Tra le misure di contenimento prese, come già pubblicato, sospensione dei dividendi 2019, riduzione dei salari volontaria tra gli oltre 3.000 dipendenti senior, incentivazione dei part time.

Così il Ceo Mark Read nella nota ufficiale:

“After a good start to the year, with growth outside of China in January and February, our business started to be materially impacted by COVID-19 in March. Our response has focused on four areas: the health of our people, serving our clients, helping to mitigate the impact of the virus on our communities and ensuring WPP is financially strong.

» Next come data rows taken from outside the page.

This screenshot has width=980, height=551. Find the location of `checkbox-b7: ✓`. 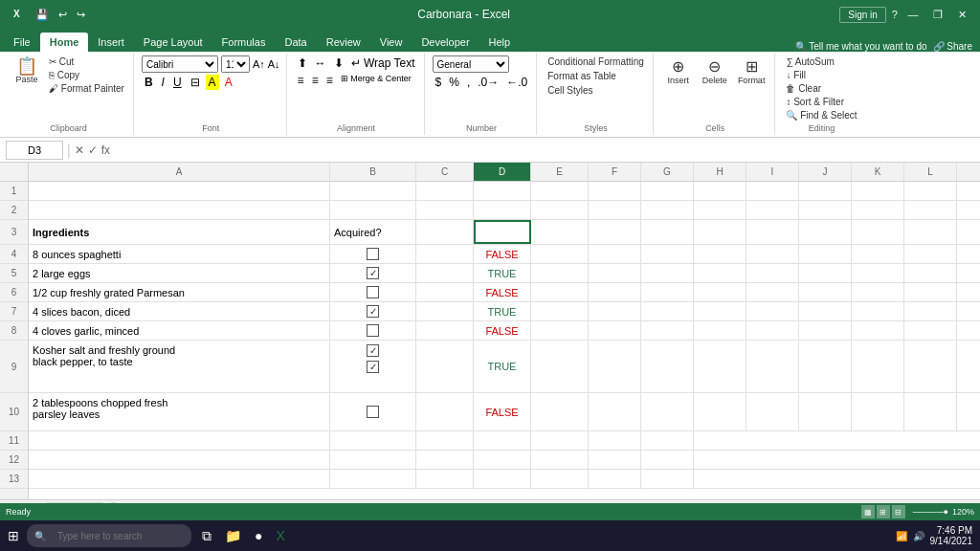

checkbox-b7: ✓ is located at coordinates (373, 312).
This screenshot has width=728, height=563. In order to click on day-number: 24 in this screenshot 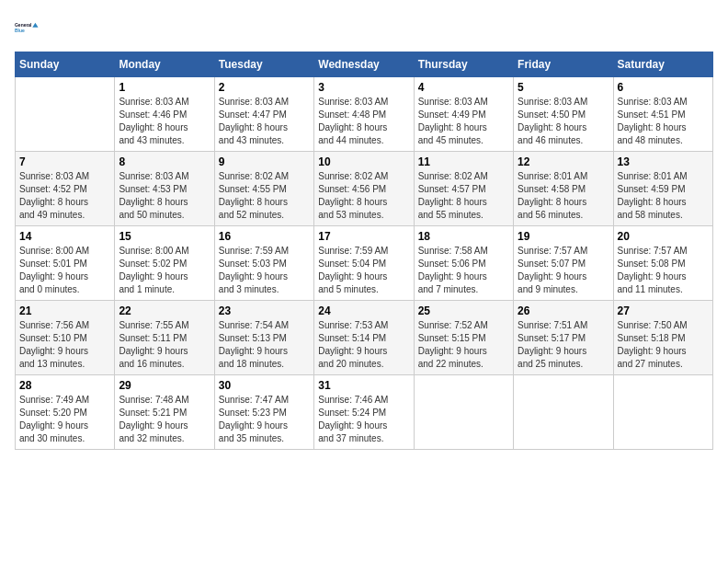, I will do `click(364, 311)`.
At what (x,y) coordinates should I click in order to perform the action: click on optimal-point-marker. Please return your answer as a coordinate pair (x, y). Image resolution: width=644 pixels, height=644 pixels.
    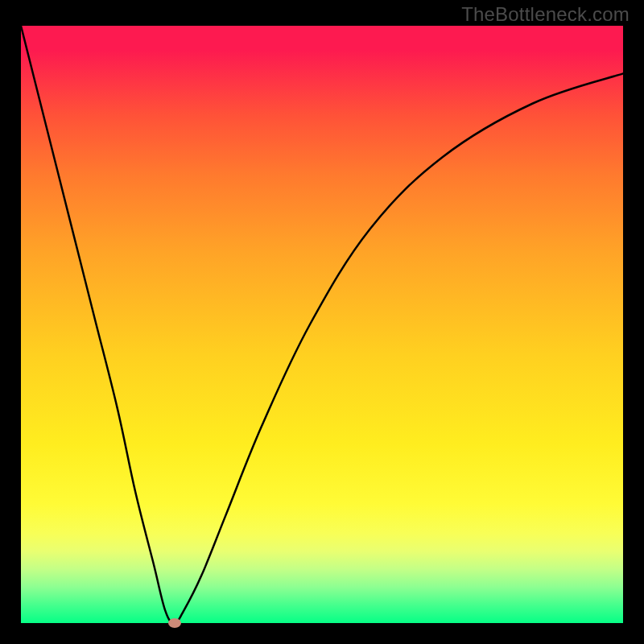
    Looking at the image, I should click on (175, 623).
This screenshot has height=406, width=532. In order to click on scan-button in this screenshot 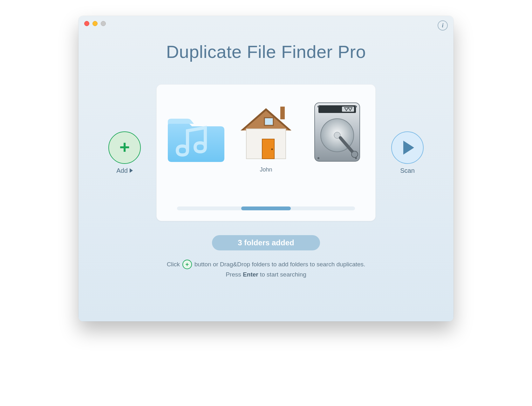, I will do `click(407, 148)`.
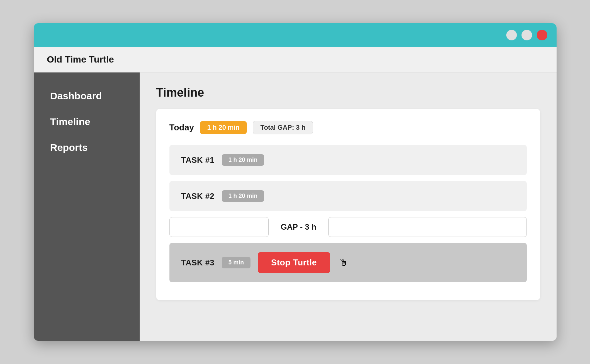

Close to 95% of our 107,000 people are working from home, providing uninterrupted service to clients, helping them to communicate their own actions, sustain their brands and develop new ways to market their products. We have also won $1 billion of new business in the first quarter, including the global integrated Intel account, creative duties for Discover and the media accounts for Hasbro and Novo Nordisk.

We have witnessed a decade’s innovation in a few short weeks, with the way people meet, shop, work and learn increasingly reliant on technology. We are seeing clients rapidly shift emphasis and budget into digital media and direct-to-consumer channels and continue marketing technology investments. And, while many clients are significantly impacted by a reduction in consumer demand, other sectors such as packaged goods, technology and food retail brands have been more resilient. As in previous downturns, those who are most prepared and most far-sighted will be at an advantage when we come through the current situation.

At a time of great uncertainty, I am very proud of how our people and clients have responded. Despite the economic challenges that will, no doubt, be with us for some time, the way we have come together gives us real confidence in our future.”